At nineteen-and-a-half years old, Lily wasn't…small, exactly. After all, she'd been doing crew now for fives years, and her upbringing hadn't exactly lent itself to a sedentary lifestyle. She was well built, muscular, for a girl, anyway, and tan from her hours in the sun. When schoolwork got to be too much, her favorite thing to do was go running by the lake her team usually practiced. Lily loved the outdoors, despite knowing 'what was out there', as her father liked to say, and everything about her physical appearance reflected the fact, from her browned skin, to the freckles spread over the bridge of her nose and the high cheeks bones she'd inherited from her mother.

Still. As a child, she'd often been teased for not looking her age. It wasn't her fault entirely. For some reason she'd never been sure of (the same unidentified reason that had prompted her into pursuing biology; that, and the premature death of the mother she'd never known), she was a little on the 'petite' side, her doctors had always said. Proportionally, she was alright. In fact, thanks to crew, she was probably a little bigger—more well muscled, anyway—than the average girl.
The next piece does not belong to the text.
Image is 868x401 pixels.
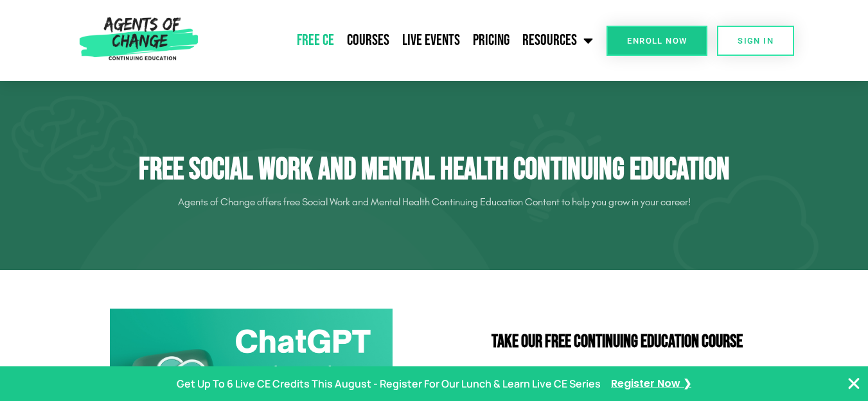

But her height and weight had just never met the standard. Her abnormally large green eyes didn't help, either. Lily had always felt, even now, with twenty looming only months away, that she looked more like a ten year old at five feet tall, than a twenty year old with a penchant for fighting.

With yet another exasperated sigh, Lily brushed her thick, dark brown curly waves into a ponytail. As usual, her curled bangs fell into her green eyes, brushing her eyebrows and tickling her eyelashes. She didn't bother to push them back, instead securing them in place with a haphazard red bandana. She knew her hairstyle probably didn't help her appear older, but she had a good reason for keeping her ten-year-old bangs.

Hair manageable for the moment, it took her only a few minutes to change; she'd shower and brush her teeth when she returned to her room with the rising sun in about two hours. Then she'd skip breakfast to finish the paper she'd been working on all night. What fun.

Lily yawned as she grabbed her sports bag and jogged from her room all the way to the gym. It wasn't easy, she supposed, the college life. Hell, it was the life of a pre-med, Ivy League athlete. But it was the life she'd chosen, and she loved it. Anything was better than life at home. That life was the life she'd left behind when she'd graduated high school. It was the life she'd cut herself off from when she'd legally changed her last name at eighteen. That life was far away seeking darkness in childhood nightmares.

That life was the life of a Winchester, and she wanted nothing to do with it.